Order, Supreme Court, New York County (Jane S. Solomon, J.), entered April 16, 2007, which, to the extent appealed from, denied plaintiff's request for attorney fees and costs under Real Property Law § 234, unanimously reversed, on the law, with costs, the request for attorney fees granted, and the matter remanded for further proceedings.

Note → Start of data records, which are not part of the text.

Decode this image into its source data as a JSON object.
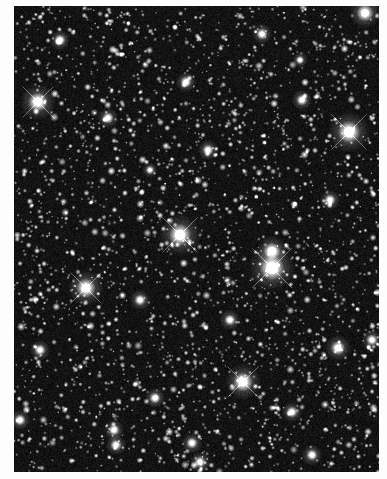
{
  "image": {
    "subject": "Dense astronomical star field (grayscale)",
    "width": 387,
    "height": 479,
    "border_color": "#fdfdfd",
    "field": {
      "x": 14,
      "y": 6,
      "width": 365,
      "height": 466
    },
    "background_color": "#0a0a0a",
    "star_color": "#ffffff",
    "faint_star_count": 2600,
    "bright_stars": [
      {
        "x": 272,
        "y": 268,
        "r": 9,
        "spikes": true
      },
      {
        "x": 272,
        "y": 251,
        "r": 6,
        "spikes": false
      },
      {
        "x": 180,
        "y": 235,
        "r": 8,
        "spikes": true
      },
      {
        "x": 349,
        "y": 132,
        "r": 8,
        "spikes": true
      },
      {
        "x": 86,
        "y": 288,
        "r": 7,
        "spikes": true
      },
      {
        "x": 243,
        "y": 382,
        "r": 7,
        "spikes": true
      },
      {
        "x": 38,
        "y": 102,
        "r": 7,
        "spikes": true
      },
      {
        "x": 365,
        "y": 13,
        "r": 6,
        "spikes": false
      },
      {
        "x": 262,
        "y": 34,
        "r": 4,
        "spikes": false
      },
      {
        "x": 186,
        "y": 82,
        "r": 4,
        "spikes": false
      },
      {
        "x": 208,
        "y": 150,
        "r": 4,
        "spikes": false
      },
      {
        "x": 108,
        "y": 118,
        "r": 4,
        "spikes": false
      },
      {
        "x": 338,
        "y": 348,
        "r": 5,
        "spikes": false
      },
      {
        "x": 372,
        "y": 340,
        "r": 4,
        "spikes": false
      },
      {
        "x": 292,
        "y": 412,
        "r": 4,
        "spikes": false
      },
      {
        "x": 312,
        "y": 455,
        "r": 4,
        "spikes": false
      },
      {
        "x": 114,
        "y": 430,
        "r": 4,
        "spikes": false
      },
      {
        "x": 116,
        "y": 445,
        "r": 4,
        "spikes": false
      },
      {
        "x": 155,
        "y": 398,
        "r": 4,
        "spikes": false
      },
      {
        "x": 192,
        "y": 443,
        "r": 4,
        "spikes": false
      },
      {
        "x": 200,
        "y": 462,
        "r": 4,
        "spikes": false
      },
      {
        "x": 40,
        "y": 350,
        "r": 4,
        "spikes": false
      },
      {
        "x": 20,
        "y": 420,
        "r": 4,
        "spikes": false
      },
      {
        "x": 302,
        "y": 100,
        "r": 4,
        "spikes": false
      },
      {
        "x": 330,
        "y": 200,
        "r": 4,
        "spikes": false
      },
      {
        "x": 60,
        "y": 40,
        "r": 4,
        "spikes": false
      },
      {
        "x": 140,
        "y": 300,
        "r": 4,
        "spikes": false
      },
      {
        "x": 230,
        "y": 320,
        "r": 4,
        "spikes": false
      },
      {
        "x": 300,
        "y": 60,
        "r": 3,
        "spikes": false
      },
      {
        "x": 150,
        "y": 170,
        "r": 3,
        "spikes": false
      }
    ],
    "seed": 20240611
  }
}
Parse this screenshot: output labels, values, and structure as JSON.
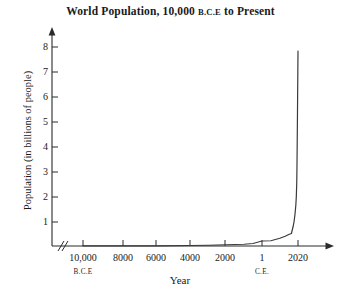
{
  "chart_data": {
    "type": "line",
    "title": "World Population, 10,000 B.C.E to Present",
    "title_main_prefix": "World Population, 10,000 ",
    "title_smallcaps": "B.C.E",
    "title_main_suffix": " to Present",
    "xlabel": "Year",
    "ylabel": "Population (in billions of people)",
    "grid": false,
    "legend": false,
    "axis_break": "//",
    "ylim": [
      0,
      8.6
    ],
    "ytick_labels": [
      "8",
      "7",
      "6",
      "5",
      "4",
      "3",
      "2",
      "1"
    ],
    "ytick_values": [
      8,
      7,
      6,
      5,
      4,
      3,
      2,
      1
    ],
    "xtick_labels": [
      "10,000",
      "8000",
      "6000",
      "4000",
      "2000",
      "1",
      "2020"
    ],
    "xtick_years": [
      -10000,
      -8000,
      -6000,
      -4000,
      -2000,
      1,
      2020
    ],
    "era_labels": [
      {
        "text": "B.C.E",
        "under_tick": "10,000"
      },
      {
        "text": "C.E.",
        "under_tick": "1"
      }
    ],
    "series": [
      {
        "name": "World population",
        "x": [
          -10000,
          -8000,
          -6000,
          -4000,
          -3000,
          -2000,
          -1000,
          -500,
          1,
          500,
          1000,
          1300,
          1500,
          1650,
          1750,
          1800,
          1850,
          1900,
          1927,
          1950,
          1960,
          1974,
          1987,
          1999,
          2011,
          2020
        ],
        "y": [
          0.004,
          0.005,
          0.007,
          0.02,
          0.03,
          0.05,
          0.07,
          0.1,
          0.2,
          0.21,
          0.31,
          0.39,
          0.46,
          0.5,
          0.79,
          0.98,
          1.26,
          1.65,
          2.0,
          2.54,
          3.03,
          4.0,
          5.0,
          6.0,
          7.0,
          7.8
        ]
      }
    ],
    "peak_value": 7.8,
    "peak_year": 2020,
    "axes_color": "#2b2b2b",
    "line_color": "#3a3a3a",
    "background_color": "#ffffff"
  }
}
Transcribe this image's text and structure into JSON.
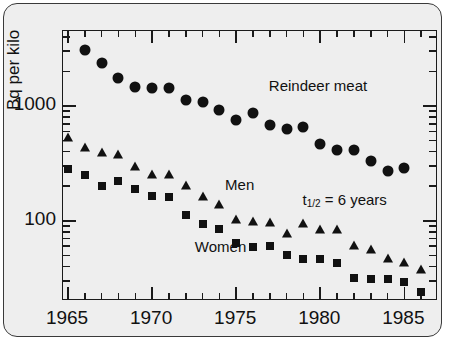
{
  "chart_data": {
    "type": "scatter",
    "title": "",
    "xlabel": "",
    "ylabel": "Bq per kilo",
    "xlim": [
      1964.7,
      1987.0
    ],
    "ylim": [
      20,
      4500
    ],
    "yscale": "log",
    "grid": false,
    "legend": "inline-annotations",
    "x_ticks": [
      1965,
      1970,
      1975,
      1980,
      1985
    ],
    "x_tick_labels": [
      "1965",
      "1970",
      "1975",
      "1980",
      "1985"
    ],
    "x_minor_ticks": [
      1966,
      1967,
      1968,
      1969,
      1971,
      1972,
      1973,
      1974,
      1976,
      1977,
      1978,
      1979,
      1981,
      1982,
      1983,
      1984,
      1986
    ],
    "y_ticks": [
      100,
      1000
    ],
    "y_tick_labels": [
      "100",
      "1000"
    ],
    "y_minor_ticks": [
      30,
      40,
      50,
      60,
      70,
      80,
      90,
      200,
      300,
      400,
      500,
      600,
      700,
      800,
      900,
      2000,
      3000,
      4000
    ],
    "annotations": [
      {
        "text": "Reindeer meat",
        "x": 1977.0,
        "y": 1450
      },
      {
        "text": "Men",
        "x": 1974.4,
        "y": 200
      },
      {
        "text": "Women",
        "x": 1972.6,
        "y": 58
      },
      {
        "text": "t1/2 = 6 years",
        "text_main": "t",
        "text_sub": "1/2",
        "text_rest": " = 6 years",
        "x": 1979.0,
        "y": 150
      }
    ],
    "series": [
      {
        "name": "Reindeer meat",
        "marker": "circle",
        "color": "#111111",
        "x": [
          1966,
          1967,
          1968,
          1969,
          1970,
          1971,
          1972,
          1973,
          1974,
          1975,
          1976,
          1977,
          1978,
          1979,
          1980,
          1981,
          1982,
          1983,
          1984,
          1985
        ],
        "y": [
          3100,
          2350,
          1750,
          1450,
          1440,
          1440,
          1130,
          1080,
          930,
          760,
          860,
          680,
          630,
          660,
          470,
          410,
          410,
          330,
          270,
          290
        ]
      },
      {
        "name": "Men",
        "marker": "triangle",
        "color": "#111111",
        "x": [
          1965,
          1966,
          1967,
          1968,
          1969,
          1970,
          1971,
          1972,
          1973,
          1974,
          1975,
          1976,
          1977,
          1978,
          1979,
          1980,
          1981,
          1982,
          1983,
          1984,
          1985,
          1986
        ],
        "y": [
          540,
          440,
          400,
          380,
          300,
          255,
          255,
          205,
          165,
          140,
          103,
          100,
          97,
          78,
          95,
          85,
          85,
          62,
          57,
          47,
          44,
          38
        ]
      },
      {
        "name": "Women",
        "marker": "square",
        "color": "#111111",
        "x": [
          1965,
          1966,
          1967,
          1968,
          1969,
          1970,
          1971,
          1972,
          1973,
          1974,
          1975,
          1976,
          1977,
          1978,
          1979,
          1980,
          1981,
          1982,
          1983,
          1984,
          1985,
          1986
        ],
        "y": [
          280,
          250,
          200,
          220,
          190,
          165,
          160,
          112,
          93,
          85,
          64,
          59,
          60,
          50,
          46,
          46,
          43,
          32,
          31,
          31,
          29,
          24
        ]
      }
    ]
  }
}
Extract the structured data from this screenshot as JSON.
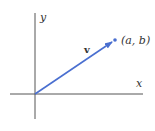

Not only does the lease in question expressly provide for reciprocal attorney fees, but section 234 provides that any residential lease entitling a landlord to seek attorney fees implies a reciprocal covenant requiring the landlord to compensate a successful tenant for such fees and expenses (see Cier Indus. Co. v Hessen, 136 AD2d 145, 150 [1988]). The statute thus applies to the substantial attorney fees incurred in this case because defendant landlord would have been entitled to such fees had it been successful in a similar action against plaintiff tenant for breach of the lease. Moreover, section 234 is applicable to court proceedings in which a party to an administrative proceeding before the Division of Housing and Community Renewal seeks to enforce, modify or vacate that agency's determinations, as in the proceedings herein (see Chechak v Hakim, 269 AD2d 333 [2000]). Plaintiff has not waived his right to these fees (see Dowling v Yamashiro, 116 Misc 2d 86, 89 [1982]), and an avenue for this relief would even be available in a plenary action (see Calce v Futterman, 235 AD2d 343 [1997]). Concur—Andrias, J.P., Saxe, Sweeny, Catterson and Moskowitz, JJ. [See 2007 NY Slip Op 30725(U).]